Do Police Lie Under Oath in Court? Say It Ain’t So!
COPS LIE UNDER OATH, REALLY!
When I was starting out in this business almost 30 years ago, a very wise man told me that the first thing you’ll learn as a lawyer is cops lie and the second is that judges believe them. To highlight this phenomenon, Michelle Alexander, Associate Professor of Law at Moritz College of Law at The Ohio State University, recently penned a piece for The New York Times entitled “Why Police Lie Under Oath.”
It is widely accepted by those engrained in the police culture that: “Police officer perjury in court to justify illegal dope searches is commonplace. One of the dirty little not-so-secret secrets of the criminal justice system is undercover narcotics officers intentionally lying under oath. It is a perversion of the American justice system that strikes directly at the rule of law. Yet it is the routine way of doing business in courtrooms everywhere in America.”
Although it’s difficult to paint with a formulaic brush to determine why cops lie, it appears there are three reasons: (1) “because they can. Police officers know that in a swearing match between a drug defendant and a police officer, the judge always rules in favor of the officer;” (2) “criminal defendants are typically poor and uneducated, often belong to a racial minority, and often have a criminal record. Police know that no one cares about these people;” and (3) “Police departments have been rewarded in recent years for the sheer numbers of stops, searches and arrests.” In the war on drugs, federal grant programs have encouraged state and local law enforcement agencies to boost drug arrests in order to compete for millions of dollars in funding. Agencies receive cash rewards for arresting high numbers of people for drug offenses, no matter how minor the offenses or how weak the evidence.
Professor Alexander concludes by noting that “[e]xposing police lying is difficult largely because it is rare for the police to admit their own lies or to acknowledge the lies of other officers. This reluctance derives partly from the code of silence that governs police practice and from the ways in which the system of mass incarceration is structured to reward dishonesty. But it’s also because police officers are human.”
Take a gander at Professor Alexander’s article in the New York Times.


### YOUR ASSIGNMENT
Exact transcription with no images: write out all of the entries below.

- - - - -

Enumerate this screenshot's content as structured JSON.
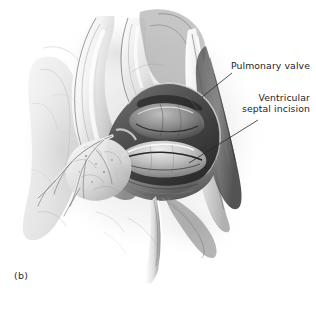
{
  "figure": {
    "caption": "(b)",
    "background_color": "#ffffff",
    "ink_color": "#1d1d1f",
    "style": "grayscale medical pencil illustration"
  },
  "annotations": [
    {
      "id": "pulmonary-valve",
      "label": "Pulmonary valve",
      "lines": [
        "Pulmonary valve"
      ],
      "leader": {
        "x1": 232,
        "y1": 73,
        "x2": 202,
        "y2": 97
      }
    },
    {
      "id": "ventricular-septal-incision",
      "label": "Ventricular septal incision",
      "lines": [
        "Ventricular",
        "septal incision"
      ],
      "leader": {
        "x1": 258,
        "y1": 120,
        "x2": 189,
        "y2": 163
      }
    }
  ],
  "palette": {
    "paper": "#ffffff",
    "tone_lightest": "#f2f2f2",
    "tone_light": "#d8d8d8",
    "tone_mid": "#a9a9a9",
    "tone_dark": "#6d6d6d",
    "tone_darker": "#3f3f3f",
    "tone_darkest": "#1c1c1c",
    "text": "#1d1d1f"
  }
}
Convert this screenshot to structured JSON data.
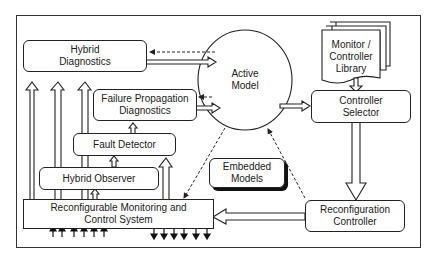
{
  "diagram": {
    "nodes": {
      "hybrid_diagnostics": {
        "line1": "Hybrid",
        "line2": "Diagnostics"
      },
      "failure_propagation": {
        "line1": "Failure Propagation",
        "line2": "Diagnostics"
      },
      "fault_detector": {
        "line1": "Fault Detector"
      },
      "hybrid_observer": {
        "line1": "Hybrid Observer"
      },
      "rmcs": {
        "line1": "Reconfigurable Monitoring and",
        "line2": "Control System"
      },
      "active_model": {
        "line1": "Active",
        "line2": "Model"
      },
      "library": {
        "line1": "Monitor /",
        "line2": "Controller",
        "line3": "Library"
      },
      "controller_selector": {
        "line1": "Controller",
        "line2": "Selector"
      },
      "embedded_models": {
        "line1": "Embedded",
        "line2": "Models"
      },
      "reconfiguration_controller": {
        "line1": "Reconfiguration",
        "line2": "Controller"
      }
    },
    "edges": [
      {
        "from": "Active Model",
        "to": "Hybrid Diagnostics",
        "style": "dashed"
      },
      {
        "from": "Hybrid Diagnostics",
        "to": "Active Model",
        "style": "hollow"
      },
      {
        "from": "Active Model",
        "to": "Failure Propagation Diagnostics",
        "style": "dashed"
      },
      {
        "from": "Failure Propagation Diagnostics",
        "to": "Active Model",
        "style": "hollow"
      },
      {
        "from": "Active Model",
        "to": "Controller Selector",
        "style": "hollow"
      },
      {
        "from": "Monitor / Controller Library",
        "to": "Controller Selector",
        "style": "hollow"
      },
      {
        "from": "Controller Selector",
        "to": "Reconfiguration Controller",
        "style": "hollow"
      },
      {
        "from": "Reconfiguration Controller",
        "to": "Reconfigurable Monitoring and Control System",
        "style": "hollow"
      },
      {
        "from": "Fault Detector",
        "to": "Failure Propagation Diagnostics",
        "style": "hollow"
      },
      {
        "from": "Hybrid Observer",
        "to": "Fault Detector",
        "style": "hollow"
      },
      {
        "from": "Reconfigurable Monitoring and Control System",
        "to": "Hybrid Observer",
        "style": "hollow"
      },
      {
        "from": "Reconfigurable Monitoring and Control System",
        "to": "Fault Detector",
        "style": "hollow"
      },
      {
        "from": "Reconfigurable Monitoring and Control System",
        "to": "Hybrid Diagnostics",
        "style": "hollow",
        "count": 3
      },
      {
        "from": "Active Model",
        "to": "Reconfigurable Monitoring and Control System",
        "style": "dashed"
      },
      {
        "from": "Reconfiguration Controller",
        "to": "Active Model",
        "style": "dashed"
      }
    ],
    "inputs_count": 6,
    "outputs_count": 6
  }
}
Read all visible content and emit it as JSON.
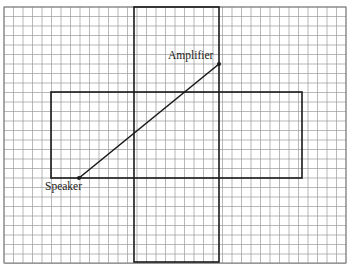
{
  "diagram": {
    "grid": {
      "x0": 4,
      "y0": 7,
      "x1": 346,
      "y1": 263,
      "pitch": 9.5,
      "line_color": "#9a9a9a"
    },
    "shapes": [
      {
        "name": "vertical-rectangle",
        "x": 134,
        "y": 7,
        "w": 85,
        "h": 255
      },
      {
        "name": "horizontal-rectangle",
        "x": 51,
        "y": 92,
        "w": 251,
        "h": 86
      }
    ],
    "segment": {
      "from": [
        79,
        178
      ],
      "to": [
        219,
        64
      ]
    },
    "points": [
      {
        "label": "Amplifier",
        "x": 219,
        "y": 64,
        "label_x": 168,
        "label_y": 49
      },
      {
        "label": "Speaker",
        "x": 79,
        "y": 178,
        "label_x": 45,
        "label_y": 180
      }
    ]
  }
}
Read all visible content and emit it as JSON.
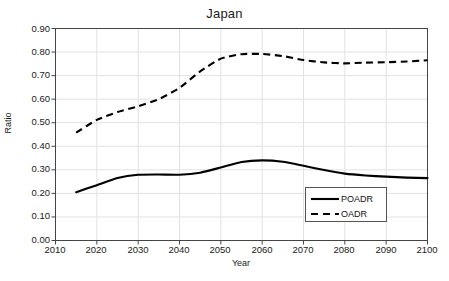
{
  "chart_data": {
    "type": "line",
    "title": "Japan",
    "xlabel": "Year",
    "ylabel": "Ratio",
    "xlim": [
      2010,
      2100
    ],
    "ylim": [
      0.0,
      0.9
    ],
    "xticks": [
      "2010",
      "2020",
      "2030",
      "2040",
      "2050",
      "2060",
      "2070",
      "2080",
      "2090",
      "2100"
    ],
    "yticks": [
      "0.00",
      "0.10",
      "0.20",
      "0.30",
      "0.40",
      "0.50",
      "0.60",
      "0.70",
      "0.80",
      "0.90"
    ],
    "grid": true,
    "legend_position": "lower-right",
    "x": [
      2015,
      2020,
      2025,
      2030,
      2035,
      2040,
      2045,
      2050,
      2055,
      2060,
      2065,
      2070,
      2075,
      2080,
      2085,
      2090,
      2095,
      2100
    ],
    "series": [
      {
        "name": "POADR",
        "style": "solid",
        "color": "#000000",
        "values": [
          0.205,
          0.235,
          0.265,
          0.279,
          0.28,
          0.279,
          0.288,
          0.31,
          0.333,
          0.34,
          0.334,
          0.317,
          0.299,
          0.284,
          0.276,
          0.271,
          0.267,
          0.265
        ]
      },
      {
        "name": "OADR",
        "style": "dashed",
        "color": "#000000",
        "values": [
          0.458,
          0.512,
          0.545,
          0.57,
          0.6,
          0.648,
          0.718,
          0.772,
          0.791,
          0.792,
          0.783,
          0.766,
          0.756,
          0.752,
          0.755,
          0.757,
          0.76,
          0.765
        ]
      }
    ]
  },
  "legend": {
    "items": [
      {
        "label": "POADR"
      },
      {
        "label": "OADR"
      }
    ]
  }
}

- - - - -

### SOLUTION TO THIS PROBLEM
Enumerate this screenshot's content as structured JSON.
{
  "figure": {
    "caption": "(b)",
    "background_color": "#ffffff",
    "ink_color": "#1d1d1f",
    "style": "grayscale medical pencil illustration"
  },
  "annotations": [
    {
      "id": "pulmonary-valve",
      "label": "Pulmonary valve",
      "lines": [
        "Pulmonary valve"
      ],
      "leader": {
        "x1": 232,
        "y1": 73,
        "x2": 202,
        "y2": 97
      }
    },
    {
      "id": "ventricular-septal-incision",
      "label": "Ventricular septal incision",
      "lines": [
        "Ventricular",
        "septal incision"
      ],
      "leader": {
        "x1": 258,
        "y1": 120,
        "x2": 189,
        "y2": 163
      }
    }
  ],
  "palette": {
    "paper": "#ffffff",
    "tone_lightest": "#f2f2f2",
    "tone_light": "#d8d8d8",
    "tone_mid": "#a9a9a9",
    "tone_dark": "#6d6d6d",
    "tone_darker": "#3f3f3f",
    "tone_darkest": "#1c1c1c",
    "text": "#1d1d1f"
  }
}
Convert this screenshot to structured JSON data.
{
  "diagram": {
    "nodes": {
      "hybrid_diagnostics": {
        "line1": "Hybrid",
        "line2": "Diagnostics"
      },
      "failure_propagation": {
        "line1": "Failure Propagation",
        "line2": "Diagnostics"
      },
      "fault_detector": {
        "line1": "Fault Detector"
      },
      "hybrid_observer": {
        "line1": "Hybrid Observer"
      },
      "rmcs": {
        "line1": "Reconfigurable Monitoring and",
        "line2": "Control System"
      },
      "active_model": {
        "line1": "Active",
        "line2": "Model"
      },
      "library": {
        "line1": "Monitor /",
        "line2": "Controller",
        "line3": "Library"
      },
      "controller_selector": {
        "line1": "Controller",
        "line2": "Selector"
      },
      "embedded_models": {
        "line1": "Embedded",
        "line2": "Models"
      },
      "reconfiguration_controller": {
        "line1": "Reconfiguration",
        "line2": "Controller"
      }
    },
    "edges": [
      {
        "from": "Active Model",
        "to": "Hybrid Diagnostics",
        "style": "dashed"
      },
      {
        "from": "Hybrid Diagnostics",
        "to": "Active Model",
        "style": "hollow"
      },
      {
        "from": "Active Model",
        "to": "Failure Propagation Diagnostics",
        "style": "dashed"
      },
      {
        "from": "Failure Propagation Diagnostics",
        "to": "Active Model",
        "style": "hollow"
      },
      {
        "from": "Active Model",
        "to": "Controller Selector",
        "style": "hollow"
      },
      {
        "from": "Monitor / Controller Library",
        "to": "Controller Selector",
        "style": "hollow"
      },
      {
        "from": "Controller Selector",
        "to": "Reconfiguration Controller",
        "style": "hollow"
      },
      {
        "from": "Reconfiguration Controller",
        "to": "Reconfigurable Monitoring and Control System",
        "style": "hollow"
      },
      {
        "from": "Fault Detector",
        "to": "Failure Propagation Diagnostics",
        "style": "hollow"
      },
      {
        "from": "Hybrid Observer",
        "to": "Fault Detector",
        "style": "hollow"
      },
      {
        "from": "Reconfigurable Monitoring and Control System",
        "to": "Hybrid Observer",
        "style": "hollow"
      },
      {
        "from": "Reconfigurable Monitoring and Control System",
        "to": "Fault Detector",
        "style": "hollow"
      },
      {
        "from": "Reconfigurable Monitoring and Control System",
        "to": "Hybrid Diagnostics",
        "style": "hollow",
        "count": 3
      },
      {
        "from": "Active Model",
        "to": "Reconfigurable Monitoring and Control System",
        "style": "dashed"
      },
      {
        "from": "Reconfiguration Controller",
        "to": "Active Model",
        "style": "dashed"
      }
    ],
    "inputs_count": 6,
    "outputs_count": 6
  }
}
Read all visible content and emit it as JSON.
{
  "diagram": {
    "grid": {
      "x0": 4,
      "y0": 7,
      "x1": 346,
      "y1": 263,
      "pitch": 9.5,
      "line_color": "#9a9a9a"
    },
    "shapes": [
      {
        "name": "vertical-rectangle",
        "x": 134,
        "y": 7,
        "w": 85,
        "h": 255
      },
      {
        "name": "horizontal-rectangle",
        "x": 51,
        "y": 92,
        "w": 251,
        "h": 86
      }
    ],
    "segment": {
      "from": [
        79,
        178
      ],
      "to": [
        219,
        64
      ]
    },
    "points": [
      {
        "label": "Amplifier",
        "x": 219,
        "y": 64,
        "label_x": 168,
        "label_y": 49
      },
      {
        "label": "Speaker",
        "x": 79,
        "y": 178,
        "label_x": 45,
        "label_y": 180
      }
    ]
  }
}
Read all visible content and emit it as JSON.
{
  "chart_data": {
    "type": "line",
    "title": "Japan",
    "xlabel": "Year",
    "ylabel": "Ratio",
    "xlim": [
      2010,
      2100
    ],
    "ylim": [
      0.0,
      0.9
    ],
    "xticks": [
      "2010",
      "2020",
      "2030",
      "2040",
      "2050",
      "2060",
      "2070",
      "2080",
      "2090",
      "2100"
    ],
    "yticks": [
      "0.00",
      "0.10",
      "0.20",
      "0.30",
      "0.40",
      "0.50",
      "0.60",
      "0.70",
      "0.80",
      "0.90"
    ],
    "grid": true,
    "legend_position": "lower-right",
    "x": [
      2015,
      2020,
      2025,
      2030,
      2035,
      2040,
      2045,
      2050,
      2055,
      2060,
      2065,
      2070,
      2075,
      2080,
      2085,
      2090,
      2095,
      2100
    ],
    "series": [
      {
        "name": "POADR",
        "style": "solid",
        "color": "#000000",
        "values": [
          0.205,
          0.235,
          0.265,
          0.279,
          0.28,
          0.279,
          0.288,
          0.31,
          0.333,
          0.34,
          0.334,
          0.317,
          0.299,
          0.284,
          0.276,
          0.271,
          0.267,
          0.265
        ]
      },
      {
        "name": "OADR",
        "style": "dashed",
        "color": "#000000",
        "values": [
          0.458,
          0.512,
          0.545,
          0.57,
          0.6,
          0.648,
          0.718,
          0.772,
          0.791,
          0.792,
          0.783,
          0.766,
          0.756,
          0.752,
          0.755,
          0.757,
          0.76,
          0.765
        ]
      }
    ]
  },
  "legend": {
    "items": [
      {
        "label": "POADR"
      },
      {
        "label": "OADR"
      }
    ]
  }
}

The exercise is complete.